The Knowledge Machine

https://portside.org/2020-12-30/knowledge-machine
Portside Date:
Author: Stuart Jeffries
Date of source:
The Guardian

The Knowledge Machine
How Irrationality Created Modern Science

Michael Strevens
Liveright
ISBN: 978-1-63149-137-5

Isaac Newton had a problem. He didn’t believe in the divinity of Christ. Scriptural study had convinced him that Jesus was not equal to but created by God the Father. In 17th-century England, this was heresy. Newton’s conviction meant that he could not in good conscience be ordained as a clergyman, which was necessary if he wanted to remain a fellow of Trinity College, Cambridge and Lucasian professor of mathematics.

King Charles II made an exception for Newton, who was able to continue at Cambridge; he publicly conformed with Anglican precepts while privately thinking they were nonsense. This matters for philosopher Michael Strevens because Newton is the hero of science’s origin story. The genius who discovered gravity also set what Strevens calls the knowledge machine of science in motion. He writes: “If the human race was going to get its vaccines, its electric motors, its wireless communicators – the wellsprings of health, the armatures of industry, the filaments of human connectivity – something out of the ordinary would have to shatter the barrier.” Newton shattered the barrier by devising what Strevens calls the iron rule underpinning science’s claims to objectivity. It states that all scientific arguments must be conducted by empirical testing, excluding all subjective, philosophical, religious or aesthetic matters.

Only a few years before Newton’s crisis of conscience, this iron rule was scarcely conceivable. True, Francis Bacon had earlier extolled inductive reasoning and close observation, but these methods could not yet be widely employed. Strevens cites Newton’s near-contemporary Descartes, whose philosophy relied on divine intervention. Before Newton, such a deus ex machina was if not necessary then commonplace; after Newton, citing unobservable causes was intellectually shoddy.

If God lurked behind data or if snowflakes were beautiful, such matters were not the scientist’s business. “I do not feign hypotheses,” Newton wrote imperiously in the second edition of his Principia in 1713. Strevens calls this iron rule unreasonable. Science is stimulated because of subjective impulses, he argues. And yet they can play no role in scientific argument. Science self-immunises from the corruption that makes it worth doing.

His suggestion is that after the treaty of Westphalia in 1648, Europe changed: the resultant separation of civic and religious realms resulted in a zeitgeist where fruitful compartmentalisation such as that that kept Newton in Cambridge was possible. Strevens’s brilliant, bracing story of science’s happy abasement before the iron rule, you’ll notice, flouts that rule.

He tells the history of science this way to counter two rival narratives. First, the radical subjectivists detect only power and interest behind scientific’s putative truth seeking. Think how tobacco companies’ hirelings game data to produce commercially palatable results. Second, those such as Thomas Kuhn and Karl Popper suppose there is a special technique for dealing with empirical evidence called the scientific method. Kuhn was wrong, Strevens argues, in thinking science makes progress because scientists are incapable of questioning intellectual authority or what Kuhn called the prevailing paradigm. Popper was wrong to suppose that science proceeds by way of falsification of theories that don’t match the data.
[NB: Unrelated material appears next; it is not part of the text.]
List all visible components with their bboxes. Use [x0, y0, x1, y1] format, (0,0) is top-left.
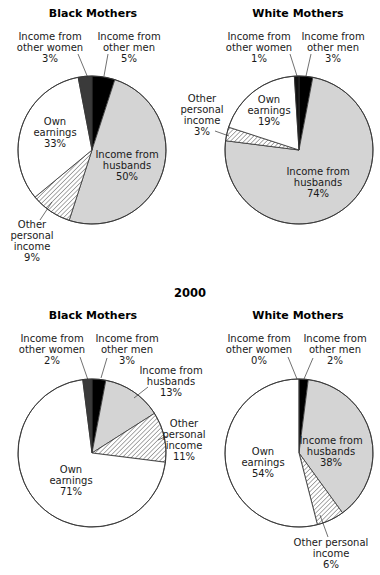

There are no objective constraints on scientists’ interpretation of data, counters Strevens. Rather, the iron rule keeps scientists honest while subjective speculation gets them up in the mornings, or as he describes it “raw unchecked opinion gives science a vitality”. Not quite raw: scientists, he thinks, use plausibility rankings to determine which interpretations of data are, if not permissible, then plausible.
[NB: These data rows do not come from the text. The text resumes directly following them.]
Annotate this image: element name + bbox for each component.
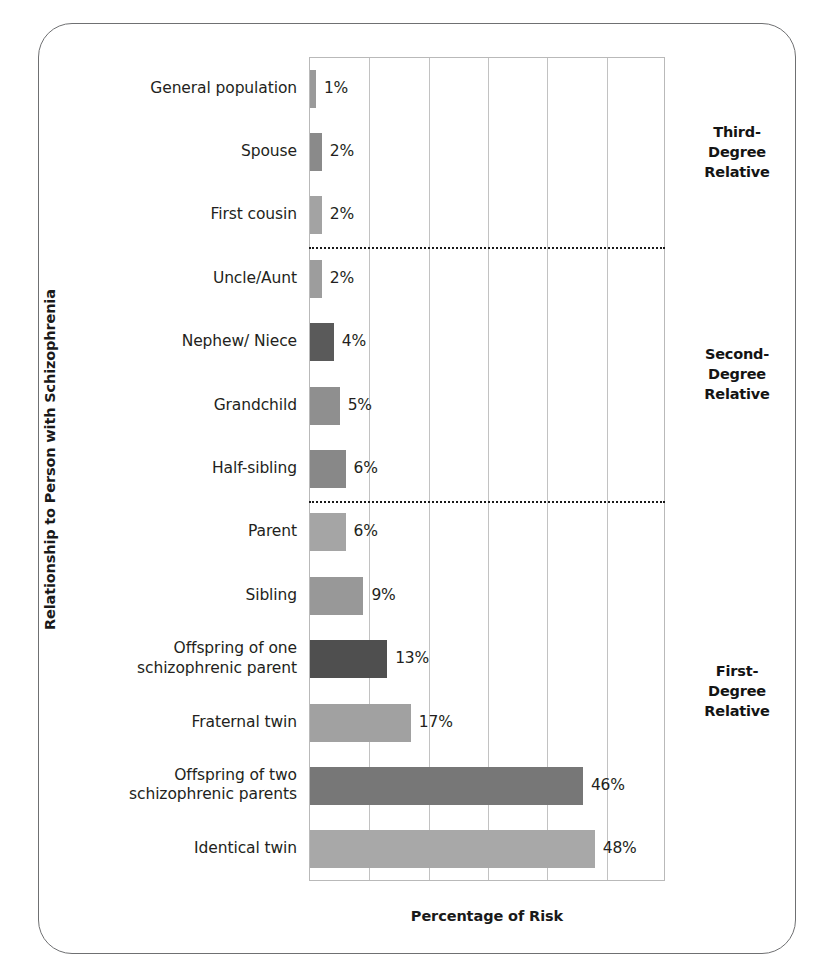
bar xyxy=(310,133,322,171)
group-label-line: Second- xyxy=(678,344,796,364)
bar xyxy=(310,323,334,361)
category-label: Offspring of twoschizophrenic parents xyxy=(0,766,297,805)
bar xyxy=(310,767,583,805)
category-label: Identical twin xyxy=(0,839,297,858)
bar xyxy=(310,640,387,678)
category-label: First cousin xyxy=(0,205,297,224)
bar-value-label: 5% xyxy=(348,396,372,414)
bar xyxy=(310,70,316,108)
group-label-line: Degree xyxy=(678,364,796,384)
group-label-line: Relative xyxy=(678,701,796,721)
bar-row: First cousin2% xyxy=(0,184,825,247)
bar-value-label: 2% xyxy=(330,269,354,287)
category-label: General population xyxy=(0,79,297,98)
bar xyxy=(310,830,595,868)
bar-value-label: 4% xyxy=(342,332,366,350)
category-label: Offspring of oneschizophrenic parent xyxy=(0,639,297,678)
group-separator xyxy=(309,501,665,503)
bar-row: Parent6% xyxy=(0,501,825,564)
bar xyxy=(310,387,340,425)
bar-row: Uncle/Aunt2% xyxy=(0,247,825,310)
category-label: Grandchild xyxy=(0,396,297,415)
bar-value-label: 13% xyxy=(395,649,429,667)
group-label-line: Third- xyxy=(678,122,796,142)
category-label: Half-sibling xyxy=(0,459,297,478)
category-label: Parent xyxy=(0,522,297,541)
bar-row: Sibling9% xyxy=(0,564,825,627)
bar-value-label: 2% xyxy=(330,205,354,223)
group-separator xyxy=(309,247,665,249)
category-label: Nephew/ Niece xyxy=(0,332,297,351)
group-label-line: First- xyxy=(678,661,796,681)
bar-row: General population1% xyxy=(0,57,825,120)
category-label: Uncle/Aunt xyxy=(0,269,297,288)
bar-row: Identical twin48% xyxy=(0,818,825,881)
bar xyxy=(310,260,322,298)
bar-value-label: 9% xyxy=(371,586,395,604)
bar-value-label: 17% xyxy=(419,713,453,731)
bar-row: Half-sibling6% xyxy=(0,437,825,500)
bar xyxy=(310,450,346,488)
bar-value-label: 48% xyxy=(603,839,637,857)
group-label-second-degree: Second-DegreeRelative xyxy=(678,344,796,404)
bar-value-label: 46% xyxy=(591,776,625,794)
group-label-first-degree: First-DegreeRelative xyxy=(678,661,796,721)
group-label-line: Degree xyxy=(678,142,796,162)
group-label-line: Relative xyxy=(678,162,796,182)
group-label-line: Degree xyxy=(678,681,796,701)
bar-row: Offspring of twoschizophrenic parents46% xyxy=(0,754,825,817)
group-label-third-degree: Third-DegreeRelative xyxy=(678,122,796,182)
bar xyxy=(310,513,346,551)
category-label: Fraternal twin xyxy=(0,713,297,732)
category-label: Spouse xyxy=(0,142,297,161)
bar-value-label: 6% xyxy=(354,522,378,540)
bar xyxy=(310,577,363,615)
bar-value-label: 6% xyxy=(354,459,378,477)
group-label-line: Relative xyxy=(678,384,796,404)
category-label: Sibling xyxy=(0,586,297,605)
bar-value-label: 1% xyxy=(324,79,348,97)
bar xyxy=(310,196,322,234)
bar-value-label: 2% xyxy=(330,142,354,160)
x-axis-title: Percentage of Risk xyxy=(309,908,665,924)
bar xyxy=(310,704,411,742)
One experiment, though, risks falsifying Strevens’s account. In 1919, astronomer Arthur Eddington wanted to know if Einstein’s general relativity is right in predicting that massive bodies bend space and time around them, or whether Newton’s thesis that gravitational force holds between them is correct. One ship headed to Brazil and another to an island off west Africa, both with equipment to photograph the sky at the moment the moon obscured the sun. If Einstein was right, incoming light rays would be deflected by twice the amount Newton’s account suggested. Astrographic photographs from Brazil supported Newton, but Eddington dismissed them, claiming that they were distorted by the sun’s uneven heating of the telescope’s mirror. Eddington used only photographs confirming Einstein’s account in his interpretation.

Doesn’t this show how science is corruptible? Certainly this pacifist Quaker had an agenda: Eddington wanted to prove Einstein right because of relativity’s beauty and also to dissolve post-world war one rancour in Europe. Strevens holds, though, that painstaking measurement showed the iron rule was followed, but concedes there was neither tribunal or method for sorting good photographic plates from bad. Eddington’s suppression was not science, but as Strevens puts it, what often goes on in science’s name – “partisan argument, political maneoeuvres and propaganda”.

Matt Hancock, in 2020’s get-out clause for bad politicians, claims the government has followed the science over Covid-19. He should read Strevens to find out what that entails. Science is not only stranger than the government believes, it is stranger than the government dares imagine.